The members of Congress and women’s groups who have pushed for science to be “Title Nined” say there is evidence that women face discrimination in certain sciences, but the quality of that evidence is disputed. Critics say there is far better research showing that on average, women’s interest in some fields isn’t the same as men’s.

For perspective, Times writer John Tierney wisely turns to writer Susan Pinker (pictured here), whose recent book, The Sexual Paradox, is a must read for anyone interested in the issue of why women choose certain majors and careers.

Writes Tierney:

  Pinker, a clinical psychologist and columnist for The Globe and Mail in Canada (and sister of Steven Pinker, the Harvard psychologist), argues that the campaign for gender parity infantilizes women by assuming they don’t know what they want.
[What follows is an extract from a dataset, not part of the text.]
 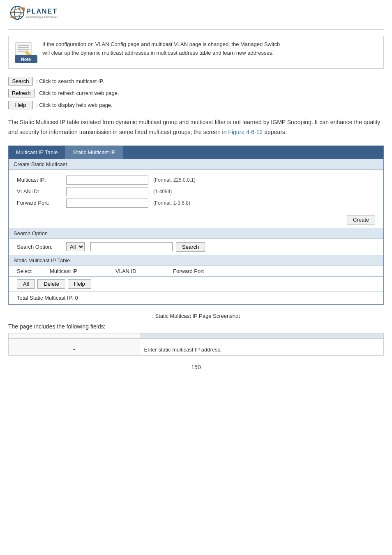 What do you see at coordinates (172, 203) in the screenshot?
I see `fport-hint: (Format: 1-3,6,8)` at bounding box center [172, 203].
She interviewed women who abandoned successful careers in science and engineering to work in fields like architecture, law and education - and not because they had faced discrimination in science

 Instead, they complained of being pushed so hard to be scientists and engineers that they ended up in jobs they didn’t enjoy. “The irony was that talent in a male-typical pursuit limited their choices,” Ms. Pinker says. “Once they showed aptitude for math or physical science, there was an assumption that they’d pursue it as a career even if they had other interests or aspirations. And because these women went along with the program and were perceived by parents and teachers as torch bearers, it was so much more difficult for them to come to terms with the fact that the work made them unhappy.”
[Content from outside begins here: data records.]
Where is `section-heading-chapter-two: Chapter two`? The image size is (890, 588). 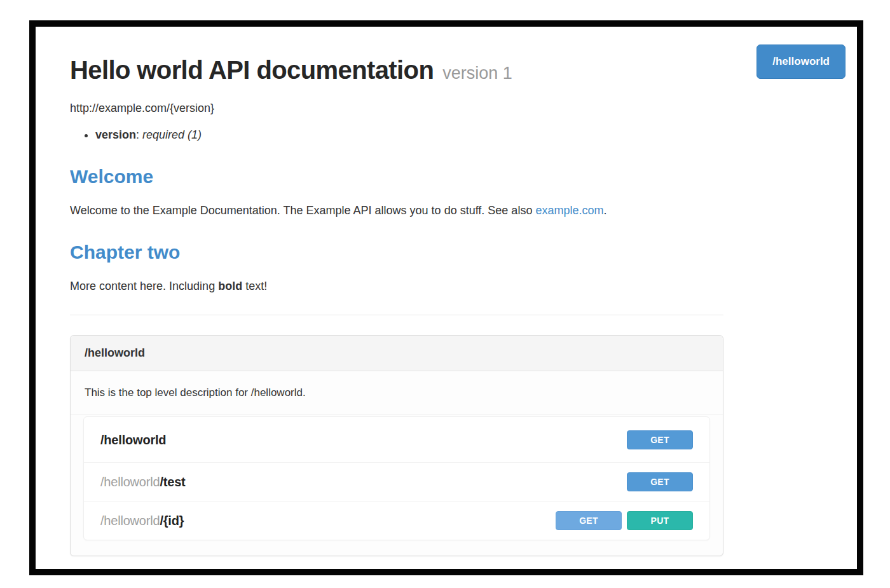 section-heading-chapter-two: Chapter two is located at coordinates (458, 253).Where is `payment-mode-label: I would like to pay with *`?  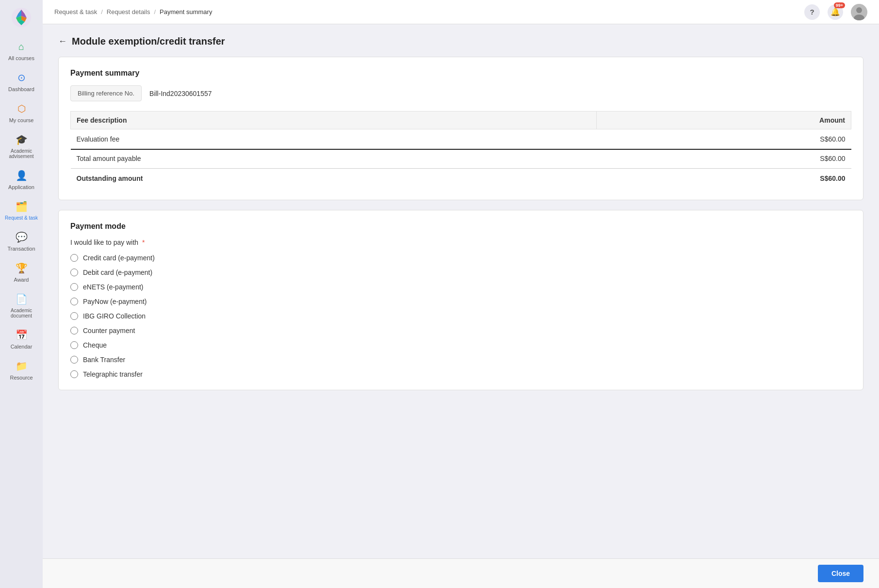
payment-mode-label: I would like to pay with * is located at coordinates (461, 242).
The second is a serious contribution to the issue, a new book about what happens to women in academe. As described here in Insidehighered, the issue of why relatively fewer women become academic leaders in their field falls well short of a conspiracy theory:

Writes insidehighered:

A new collection of essays - some with new research findings - explores these contradictions. Unfinished Agendas: New and Continuing Gender Challenges in Higher Education, just published by Johns Hopkins University Press, features many essays that suggest that the barriers to women’s advancement today are less in the form of overt sexism (although that remains) than in assumptions, and larger patterns of the way colleges are organized.

…………

 

One example of that is a chapter in the book, “Shattering Plexiglas,” in which three scholars conducted an in-depth study of what happened to 20 male and 20 female professors in the three years after winning tenure (in a range of disciplines) at major American research universities. They found a series of “pulls” of women away from the scholarly research that first drew them to the academy - and did not find comparable pulls for men. Following tenure, 16 of the women studied and only 5 of the men experienced significant increases in their service obligations at their universities.
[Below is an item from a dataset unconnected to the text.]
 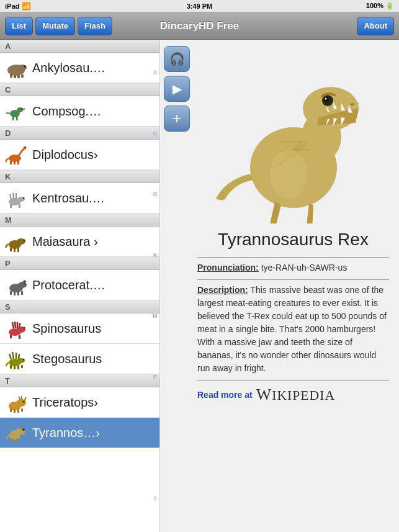 I want to click on flash-button: Flash, so click(x=95, y=26).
The study didn’t suggest that these service duties didn’t represent important work. Many of the assignments were valuable for the professors’ departments or institutions. The newly tenured women - much more so than the men - became academic program coordinators or were appointed to lead institutional committees with real clout. In a number of cases, the assignments also reflected values that were especially important to the women involved, such as playing a role in work to remove gender bias from the institution.

While these assignments may well help these women’s careers over time if they go an administrative route, and while these assignments may accomplish good, they take women more than men away from scholarship. The women reported feeling unprepared for some of their assignments and unsure about how they fit into their careers - but many did not feel they could turn down this role.